Yard Act singer confronts self-doubt on new album
On the opening song of Yard Act’s new album, singer James Smith declares over crashing drums and doomy piano: “I’ve got absolutely nothing – absolutely nothing new to say!” Later in the same track, Empty Pledges, he asks, “Do you feel like an impostor for every new level you ascend to too? Do you have to bluff as much as I do?”
Smith discussed the record, You’re Gonna Need a Little Music, with bassist Ryan Needham in a London bar. “Well, I don’t know if anyone has anything new to say really,” he said. “We’re in this age where everything has to be a manifesto and a statement, but it’s mainly just a one-way conversation. Nobody wants to explore the grey areas any more.”
Smith said he created an alter ego, Janey, to represent the part of his mind that never stops questioning. “Janey is that part of my brain that never stops thinking,” he said. “A part of me just wants to be content in the moment, but then Janey represents the part that thinks I should be dreaming bigger.”
Needham said the band’s working-class background left them feeling like outsiders even after two Top 5 albums and a collaboration with Elton John. “It took a lot of time to get over that and think, ‘No, we’re fucking good. We deserve a seat at the table,’” he said. Smith added that a mix of self-doubt and self-belief has kept the group steady. “It’s about having self-belief without going full fucking Kanye,” he said.
The band formed in Leeds during the pandemic and first drew attention with sharp, post-punk songs that examined late capitalism. Their second album, Where’s My Utopia, moved toward more personal material, including Smith’s reflections on fatherhood and his childhood. The new record was written together in a Leeds studio rather than assembled on the road. It draws on influences from Blur, the Prodigy, disco house and desert-rock-era Arctic Monkeys.
Smith said he bought oil paints to break old songwriting habits. “That turned out to be a great way of unlocking my brain from doing all the things I’ve taught it to do over the years of being a musician,” he said. He also wanted to move away from literal storytelling after the seven-minute track Blackpool Illuminations. “I got tired of literal explanations of songs,” he said. “I wanted to hark back to when I first connected with music and didn’t need to have it explained to me.”
Tracks such as Tall Tales and Fiction examine how memory differs between people. Smith recalled writing about childhood bullying on the previous album’s Down By the Stream. He was the bully, and the song named the boy he tormented, Jono. After the album came out, Jono and other friends from that period attended recent Manchester shows and joined a WhatsApp group with Smith. Jono told him he did not remember the incidents as harshly as Smith did.
A few days after the interview, Yard Act played new songs at a sold-out London club. The energy of the set and the mosh pit that followed suggested the band feels renewed. Smith said they will continue as long as the ideas keep coming. “If the ideas aren’t coming, you shouldn’t do it,” he said. “But we’ll keep going because, ironically, we still have something to say.”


DIRECTIONS: Exact copy, no pictures: reproduce every record below as it stands.

STUDY MATERIAL:

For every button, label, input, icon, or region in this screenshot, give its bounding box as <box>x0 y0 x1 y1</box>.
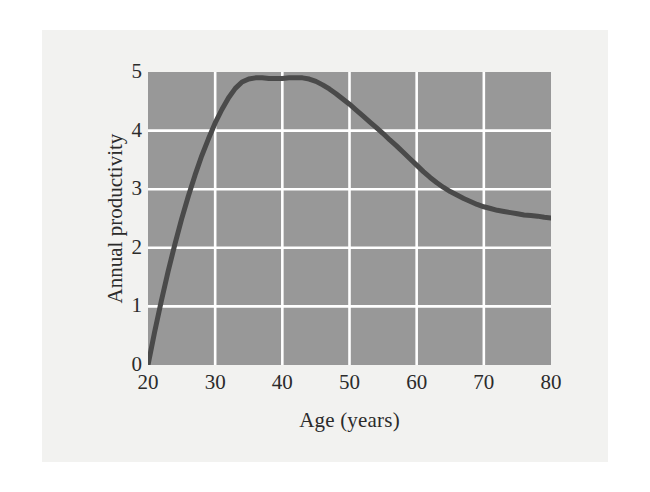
plot-area <box>148 72 551 365</box>
gridlines <box>148 72 551 365</box>
x-axis-title: Age (years) <box>148 408 551 433</box>
x-axis-tick-labels: 20304050607080 <box>148 372 551 402</box>
x-tick-label: 60 <box>395 372 439 393</box>
y-axis-title: Annual productivity <box>102 72 128 365</box>
figure-panel: 012345 20304050607080 Age (years) Annual… <box>42 30 608 462</box>
x-tick-label: 70 <box>462 372 506 393</box>
x-tick-label: 20 <box>126 372 170 393</box>
productivity-vs-age-chart: 012345 20304050607080 Age (years) Annual… <box>42 30 608 462</box>
x-tick-label: 50 <box>328 372 372 393</box>
x-tick-label: 40 <box>260 372 304 393</box>
x-tick-label: 80 <box>529 372 573 393</box>
x-tick-label: 30 <box>193 372 237 393</box>
plot-svg <box>148 72 551 365</box>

FINISHED TASK:
For every button, label, input, icon, or region in this screenshot, give its bounding box as <box>x0 y0 x1 y1</box>.
plot-area <box>148 72 551 365</box>
gridlines <box>148 72 551 365</box>
x-axis-title: Age (years) <box>148 408 551 433</box>
x-axis-tick-labels: 20304050607080 <box>148 372 551 402</box>
x-tick-label: 60 <box>395 372 439 393</box>
y-axis-title: Annual productivity <box>102 72 128 365</box>
figure-panel: 012345 20304050607080 Age (years) Annual… <box>42 30 608 462</box>
x-tick-label: 70 <box>462 372 506 393</box>
x-tick-label: 20 <box>126 372 170 393</box>
productivity-vs-age-chart: 012345 20304050607080 Age (years) Annual… <box>42 30 608 462</box>
x-tick-label: 50 <box>328 372 372 393</box>
x-tick-label: 40 <box>260 372 304 393</box>
x-tick-label: 80 <box>529 372 573 393</box>
x-tick-label: 30 <box>193 372 237 393</box>
plot-svg <box>148 72 551 365</box>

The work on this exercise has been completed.